Class warfare? What about the ignorance gap?
Occupy Wall Street protesters point out a ballooning US wage gap. It shouldn't distract us from another great cleavage: the ignorance gap. That’s the difference between those willing to listen and consider and those who refuse to do either. And it plays out in politics with grave consequences.
Those who describe the “Occupy Wall Street” demonstrations as evidence that the United States is on the cusp of looming “class warfare” may have a point – up to a point.
Low wages versus ballooning chief executive officer pay. The “99 percent” versus the wealthiest “1 percent.” Joblessness for the masses versus bonuses for the bankers.
But the class divide has always existed. Long ago, America’s wealthy pulled up the drawbridge in their East Coast compounds of Bar Harbor, Maine; the Hamptons in Long Island, N.Y.; and Palm Beach, Fla. After several generations of prosperity, America’s middle class followed the rich, barricading itself in gated and golf communities.
The class clash should not distract us from another great cleavage – the ignorance gap. That’s the difference between the learned and unlearned: those willing to listen and consider and those who refuse to do either. Ultimately, it plays out in American politics and decisionmaking – with potentially grave consequences.
Americans may spend more time consuming news than they did a decade ago (this thanks to digital delivery), but are they ingesting any real understanding? Are they looking much beyond weather, traffic, and breaking news – or their own political stripe of reportage? Meanwhile, the next generation of leaders is growing up on bite-sized tweets and text messages.
The world is an ever more complicated and interconnected place, from the imbroglio in Afghanistan to the euro crisis. Yet during the midterm elections of 2010, exit polls showed that foreign issues were an election concern to only 8 percent of voters.
Closer to home, 54 percent of Americans say the Troubled Asset Relief Program (TARP) of late 2008 did not help prevent a more severe economic crisis. The program, drawn up by the previous administration, tried to thaw frozen credit markets by giving loans to troubled financial institutions. Economists on the left and right agree it helped save the US from the abyss. More basically, millions of Americans believe Medicare is not a government program.
Over dinner recently, my host and I debated climate change. He adamantly insisted that higher levels of carbon dioxide emissions do not harm the planet because, he said, “rain washes carbon into the soil where it is all absorbed by plants.”
The fact that 70 percent of the planet is water, not soil, and that increased amounts of carbon dioxide are slowly acidifying the oceans, was of no interest to him, although no lesser authority than the National Geographic Society now worries whether oysters, mussels, and coral reefs will survive the next 100 years of acidification.
It was not my place to berate my host. But the truth is, Americans live in a complex society that takes great individual effort to understand it. Many of us simply prefer to deny that which we neither understand nor want to consider. (Despite established science that global warming is happening, only 57 percent of Americans believed in 2010 that this was true, down from 71 percent in 2008, according to studies from Yale and George Mason universities.)
Yet it is the refusal to admit that we may be uninformed or wrong that fuels popular movements like the tea party. TARP is bad. Cutting is the only way to deficit reduction. The unlearned have taken Congress by storm, determined to tear down government because it’s too complex for their ken.
The learned are at least willing to consider that which makes them feel uncomfortable, whereas the unlearned too often reject science and reason by taking shelter in ideological dogma.
As in class warfare, these same tensions have long been with us. They may even be healthy as long as dogmatists are willing to say, “I may be wrong, but this is what I believe.”
A quiz: Which Republican presidential candidate, Michele Bachmann or Rick Perry, said the following? “All the ills from which America suffers can be traced back to the teaching of evolution.”
Either could have uttered this, but it was three-time Democratic presidential candidate William Jennings Bryan speaking in 1927. The unending debate between evolutionists and the creationists survives to become the American version of the medieval conundrum, “How many angels can dance on the head of a pin?”
Our mulish refusal to consider a contrary idea extends beyond religion and into politics with uncanny déjà vu. Last year, 55 percent of likely voters believed President Obama to be a socialist, according to a Democracy Corps poll. Yet the right’s railing against socialism in a previous generation manifested itself in the anticommunist bullying of Joseph McCarthy, a senator who falsely accused many innocent Americans.
Today, with communism moribund, McCarthy’s ideological heirs war against socialism and Mr. Obama with the zeal their progenitors employed to wipe out the vestiges of the welfare state and the New Deal. They pursue Obama, branding him a socialist and a Muslim.
Democracy needs skeptics of all stripes. We need to discard the notion that we can abide with fixed ideas. In his classic work “The Closing of the American Mind,” Allan Bloom wrote: “The true believer is the real danger.”
Walter Rodgers, a former senior international correspondent for CNN, writes a biweekly column.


▸ **TASK GOAL**: In the records below, count every line containing "name". Reply with the number only.

BEGIN DATA FOR THIS EXERCISE

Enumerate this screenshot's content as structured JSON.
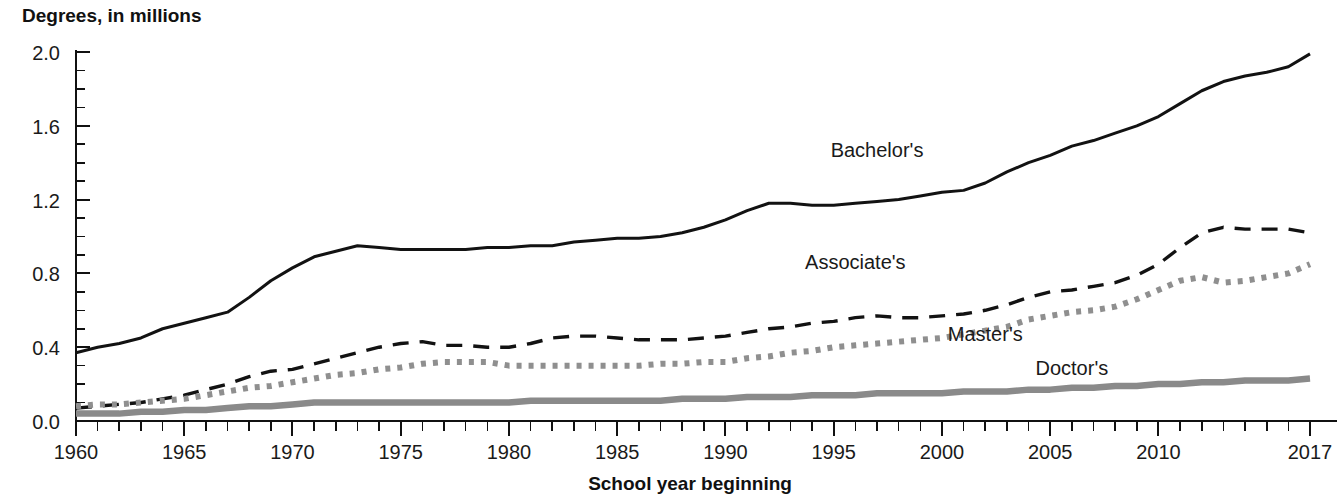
{
  "chart_data": {
    "type": "line",
    "title": "Degrees, in millions",
    "xlabel": "School year beginning",
    "ylabel": "Degrees, in millions",
    "xlim": [
      1960,
      2017
    ],
    "ylim": [
      0.0,
      2.0
    ],
    "grid": false,
    "legend_position": "inline-annotations",
    "y_ticks": [
      "0.0",
      "0.4",
      "0.8",
      "1.2",
      "1.6",
      "2.0"
    ],
    "y_tick_values": [
      0.0,
      0.4,
      0.8,
      1.2,
      1.6,
      2.0
    ],
    "y_minor_step": 0.1,
    "x_ticks": [
      "1960",
      "1965",
      "1970",
      "1975",
      "1980",
      "1985",
      "1990",
      "1995",
      "2000",
      "2005",
      "2010",
      "2017"
    ],
    "x_tick_values": [
      1960,
      1965,
      1970,
      1975,
      1980,
      1985,
      1990,
      1995,
      2000,
      2005,
      2010,
      2017
    ],
    "x_minor_step": 1,
    "x": [
      1960,
      1961,
      1962,
      1963,
      1964,
      1965,
      1966,
      1967,
      1968,
      1969,
      1970,
      1971,
      1972,
      1973,
      1974,
      1975,
      1976,
      1977,
      1978,
      1979,
      1980,
      1981,
      1982,
      1983,
      1984,
      1985,
      1986,
      1987,
      1988,
      1989,
      1990,
      1991,
      1992,
      1993,
      1994,
      1995,
      1996,
      1997,
      1998,
      1999,
      2000,
      2001,
      2002,
      2003,
      2004,
      2005,
      2006,
      2007,
      2008,
      2009,
      2010,
      2011,
      2012,
      2013,
      2014,
      2015,
      2016,
      2017
    ],
    "series": [
      {
        "name": "Bachelor's",
        "style": "solid",
        "color": "#121212",
        "width": 3.0,
        "label_x": 1997,
        "label_y": 1.47,
        "values": [
          0.37,
          0.4,
          0.42,
          0.45,
          0.5,
          0.53,
          0.56,
          0.59,
          0.67,
          0.76,
          0.83,
          0.89,
          0.92,
          0.95,
          0.94,
          0.93,
          0.93,
          0.93,
          0.93,
          0.94,
          0.94,
          0.95,
          0.95,
          0.97,
          0.98,
          0.99,
          0.99,
          1.0,
          1.02,
          1.05,
          1.09,
          1.14,
          1.18,
          1.18,
          1.17,
          1.17,
          1.18,
          1.19,
          1.2,
          1.22,
          1.24,
          1.25,
          1.29,
          1.35,
          1.4,
          1.44,
          1.49,
          1.52,
          1.56,
          1.6,
          1.65,
          1.72,
          1.79,
          1.84,
          1.87,
          1.89,
          1.92,
          1.99
        ]
      },
      {
        "name": "Associate's",
        "style": "dashed",
        "color": "#121212",
        "width": 3.4,
        "dasharray": "16 11",
        "label_x": 1996,
        "label_y": 0.86,
        "values": [
          0.07,
          0.08,
          0.09,
          0.1,
          0.12,
          0.14,
          0.17,
          0.2,
          0.24,
          0.27,
          0.28,
          0.31,
          0.34,
          0.37,
          0.4,
          0.42,
          0.43,
          0.41,
          0.41,
          0.4,
          0.4,
          0.42,
          0.45,
          0.46,
          0.46,
          0.45,
          0.44,
          0.44,
          0.44,
          0.45,
          0.46,
          0.48,
          0.5,
          0.51,
          0.53,
          0.54,
          0.56,
          0.57,
          0.56,
          0.56,
          0.57,
          0.58,
          0.6,
          0.63,
          0.67,
          0.7,
          0.71,
          0.73,
          0.75,
          0.79,
          0.85,
          0.94,
          1.02,
          1.05,
          1.04,
          1.04,
          1.04,
          1.02
        ]
      },
      {
        "name": "Master's",
        "style": "dotted",
        "color": "#8f8f8f",
        "width": 6.0,
        "dasharray": "5 7",
        "label_x": 2002,
        "label_y": 0.47,
        "values": [
          0.08,
          0.09,
          0.09,
          0.1,
          0.11,
          0.12,
          0.14,
          0.16,
          0.18,
          0.19,
          0.21,
          0.23,
          0.25,
          0.26,
          0.28,
          0.29,
          0.31,
          0.32,
          0.32,
          0.32,
          0.3,
          0.3,
          0.3,
          0.3,
          0.3,
          0.3,
          0.3,
          0.31,
          0.31,
          0.32,
          0.32,
          0.34,
          0.35,
          0.37,
          0.38,
          0.4,
          0.41,
          0.42,
          0.43,
          0.44,
          0.45,
          0.47,
          0.49,
          0.51,
          0.55,
          0.57,
          0.59,
          0.6,
          0.62,
          0.66,
          0.71,
          0.76,
          0.78,
          0.75,
          0.76,
          0.78,
          0.8,
          0.85
        ]
      },
      {
        "name": "Doctor's",
        "style": "solid-thick",
        "color": "#8a8a8a",
        "width": 6.5,
        "label_x": 2006,
        "label_y": 0.285,
        "values": [
          0.04,
          0.04,
          0.04,
          0.05,
          0.05,
          0.06,
          0.06,
          0.07,
          0.08,
          0.08,
          0.09,
          0.1,
          0.1,
          0.1,
          0.1,
          0.1,
          0.1,
          0.1,
          0.1,
          0.1,
          0.1,
          0.11,
          0.11,
          0.11,
          0.11,
          0.11,
          0.11,
          0.11,
          0.12,
          0.12,
          0.12,
          0.13,
          0.13,
          0.13,
          0.14,
          0.14,
          0.14,
          0.15,
          0.15,
          0.15,
          0.15,
          0.16,
          0.16,
          0.16,
          0.17,
          0.17,
          0.18,
          0.18,
          0.19,
          0.19,
          0.2,
          0.2,
          0.21,
          0.21,
          0.22,
          0.22,
          0.22,
          0.23
        ]
      }
    ]
  }
}
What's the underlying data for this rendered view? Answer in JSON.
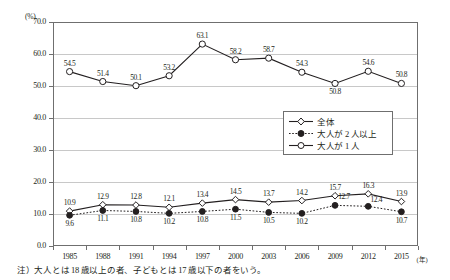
{
  "chart_data": {
    "type": "line",
    "title": "",
    "xlabel": "年",
    "ylabel": "(%)",
    "unit_label": "(%)",
    "xaxis_unit_label": "(年)",
    "ylim": [
      0.0,
      70.0
    ],
    "ytick_labels": [
      "0.0",
      "10.0",
      "20.0",
      "30.0",
      "40.0",
      "50.0",
      "60.0",
      "70.0"
    ],
    "ytick_values": [
      0.0,
      10.0,
      20.0,
      30.0,
      40.0,
      50.0,
      60.0,
      70.0
    ],
    "grid": true,
    "legend_position": "inside-right-middle",
    "categories": [
      "1985",
      "1988",
      "1991",
      "1994",
      "1997",
      "2000",
      "2003",
      "2006",
      "2009",
      "2012",
      "2015"
    ],
    "x": [
      1985,
      1988,
      1991,
      1994,
      1997,
      2000,
      2003,
      2006,
      2009,
      2012,
      2015
    ],
    "series": [
      {
        "name": "全体",
        "marker": "open-diamond",
        "linestyle": "solid",
        "values": [
          10.9,
          12.9,
          12.8,
          12.1,
          13.4,
          14.5,
          13.7,
          14.2,
          15.7,
          16.3,
          13.9
        ],
        "label_position": "above"
      },
      {
        "name": "大人が2人以上",
        "marker": "filled-circle",
        "linestyle": "dotted",
        "values": [
          9.6,
          11.1,
          10.8,
          10.2,
          10.8,
          11.5,
          10.5,
          10.2,
          12.7,
          12.4,
          10.7
        ],
        "label_position": "below"
      },
      {
        "name": "大人が1人",
        "marker": "open-circle",
        "linestyle": "solid",
        "values": [
          54.5,
          51.4,
          50.1,
          53.2,
          63.1,
          58.2,
          58.7,
          54.3,
          50.8,
          54.6,
          50.8
        ],
        "label_position": "above"
      }
    ],
    "annotations": []
  },
  "legend": {
    "items": [
      {
        "label": "全体",
        "marker": "open-diamond",
        "linestyle": "solid"
      },
      {
        "label": "大人が 2 人以上",
        "marker": "filled-circle",
        "linestyle": "dotted"
      },
      {
        "label": "大人が 1 人",
        "marker": "open-circle",
        "linestyle": "solid"
      }
    ]
  },
  "footnote": {
    "text": "注）大人とは 18 歳以上の者、子どもとは 17 歳以下の者をいう。"
  },
  "colors": {
    "line": "#231f20",
    "grid": "#c8c8c8",
    "frame": "#6f6f6f",
    "text": "#231f20",
    "marker_fill": "#ffffff"
  }
}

END DATA FOR THIS EXERCISE

▸ **EXPECTED ANSWER**: 7